2 minute read

Simon Willison has created an easy way to enable tabs in web pages. There is no javascript coding involved. Just include the .js file and add the class to your links.

I've been working on a new inobtrusive DHTML effect: easytoggle, which is an inobtrusive implementation of the common effect where links or tabs can be clicked to reveal part of a page while hiding the other parts. It's similar in some ways to the Multi part forms with Javascript technique.

The idea is pretty simple - all you need are a bunch of links and a bunch of elements that should be toggled by those links. When adding special behaviour to links it is always a good idea to ensure that they still link to something sensible, so that in user agents without Javascript support they still do something useful. In this case, it makes sense for them to act as anchor links that point to the elements with which they are associated. With easytoggle, all you need to do is define the links, point them at an element with an ID and assign them the class 'toggle'. The script does the rest of the work. For example, for a simple set with only two panels the markup would look something like this:

<ul> 
<li><a href="#p1" class="toggle">Panel 1</a></li> 
<li><a href="#p2" class="toggle">Panel 2</a></li> 
</ul> 
<p id="p1">This is panel 1</p> 
<p id="p2">This is panel 2</p> 

That's all it takes - the demo has a very slightly more complicated example.

I thought it was finished, until I tested it in Apple's Safari browser. In Safari, the worst possible thing happens. The initialisation code which hides all of the panels after the first one works fine. Unfortunately, the code that causes the links to change which panel is visible fails silently, leaving only the first panel accessible to users with that browser. That's a big problem.

It was at this point that I discovered that Safari's support for debugging Javascript sucks rocks. Firstly, the browser gives no indication that a bug has been encountered. I'm sure this is a deliberate usability decision, but it also means users who encounter a bug won't even know that there is a problem with the site. A quick Google led me to this page, which told me how to enable Javascript error reporting:

  1. In a command line shell, execute defaults write com.apple.Safari IncludeDebugMenu 1 (apparently Safari Enhancer lets you do this from a GUI).
  2. Reload Safari and check the "Log Javascript Exceptions" option in the newly enabled Debug menu.
  3. Start Console.app, which lives in /Application/Utilities. Note that this is not the same thing as the command line console. This took me a few moments to figure out. Macs remain a strange new realm of discovery.
  4. Javascript exceptions will now appear in the Console.app window.

Excellent - just what I needed to know. The entire error message I got when I clicked a link? (event handler):Undefined value. Gee, thanks a lot Safari. If anyone has any ideas how I can fix the script in Safari (or at the very least prevent it from being unusable) please leave me a note.

Update: Thanks to a tip from David Lindquist, the updated version of the script now works in Safari. It's a little bit uglier though.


What to produce:
Look through the material below. Return exactly the lines from the one with "pixels, height=714 pixels." through the one with "Identify the location of a: 1003344_shoppio_1750688962312.", both included.

Data for the task:

* * *

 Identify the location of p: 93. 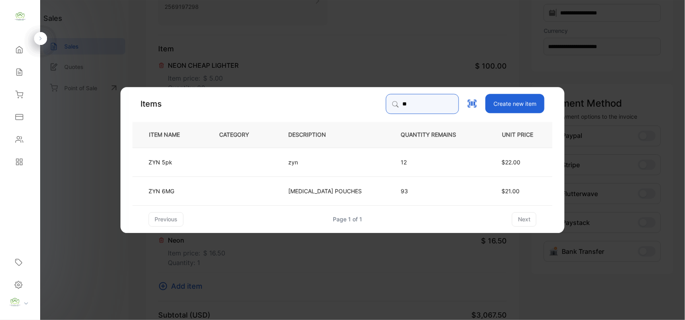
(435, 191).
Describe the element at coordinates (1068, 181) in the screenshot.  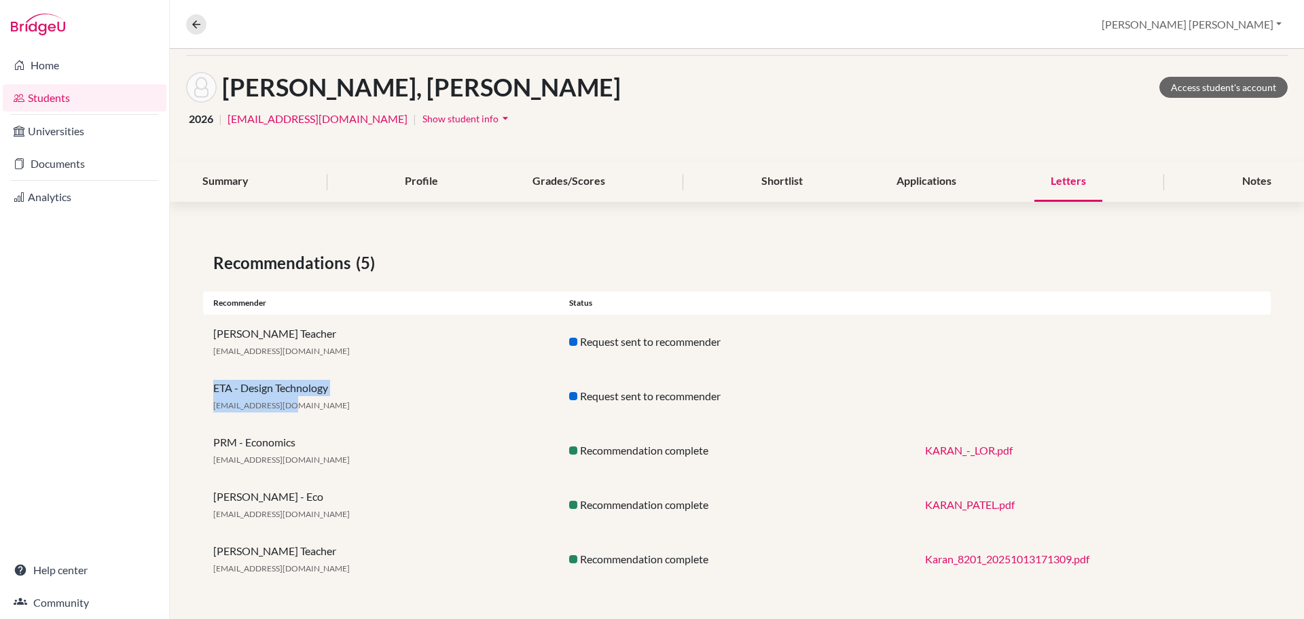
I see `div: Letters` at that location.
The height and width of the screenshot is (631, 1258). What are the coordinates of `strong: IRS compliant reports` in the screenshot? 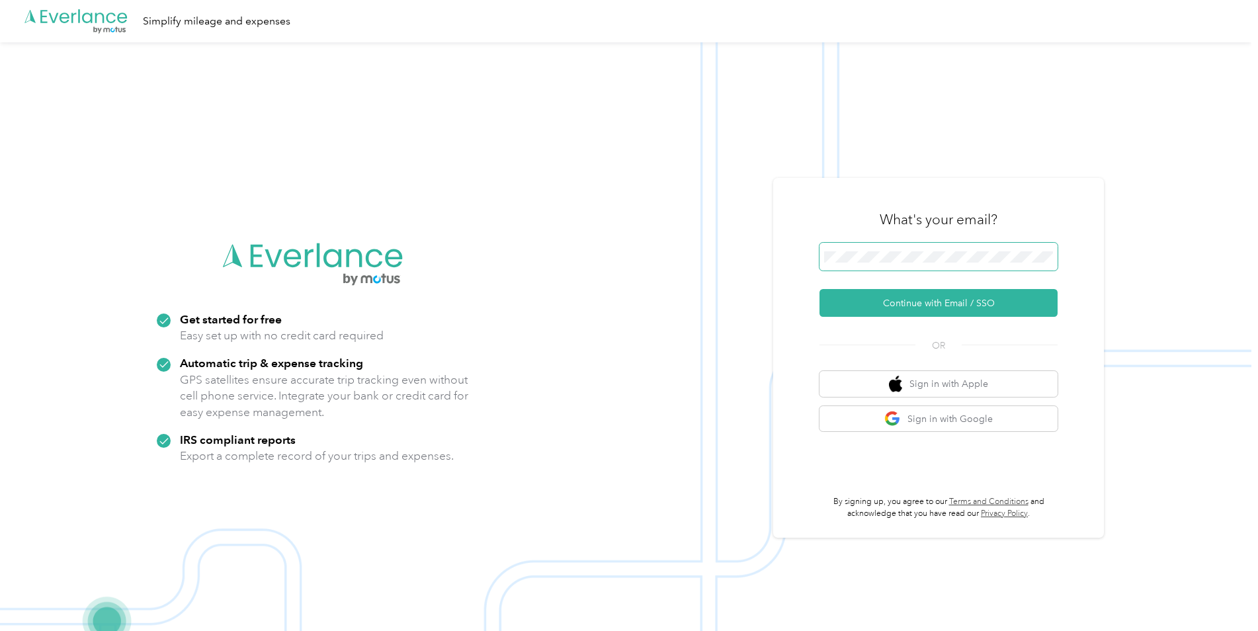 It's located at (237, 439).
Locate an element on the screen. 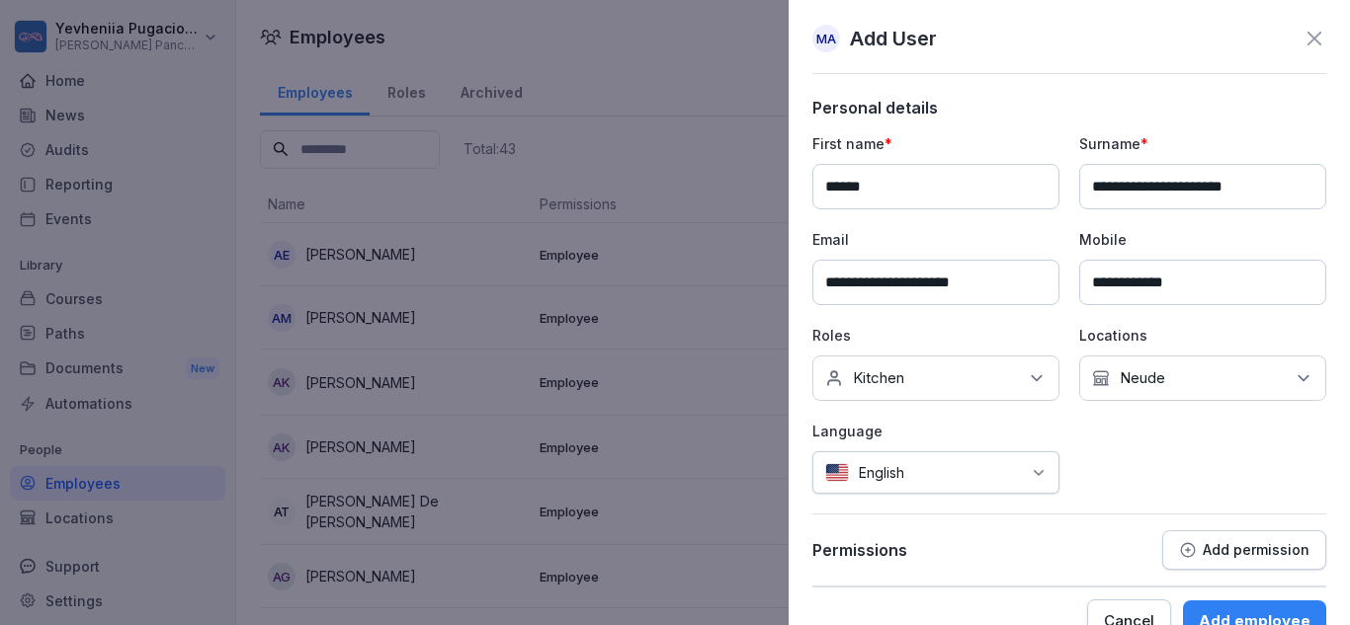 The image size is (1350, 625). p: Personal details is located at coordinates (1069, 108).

* * *

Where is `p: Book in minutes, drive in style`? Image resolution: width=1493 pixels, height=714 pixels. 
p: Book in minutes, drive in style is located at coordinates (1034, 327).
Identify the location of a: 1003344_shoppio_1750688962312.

* * *

Exercise answer:
Where is `p: Book in minutes, drive in style`? Image resolution: width=1493 pixels, height=714 pixels. 
p: Book in minutes, drive in style is located at coordinates (1034, 327).
Identify the location of a: 1003344_shoppio_1750688962312.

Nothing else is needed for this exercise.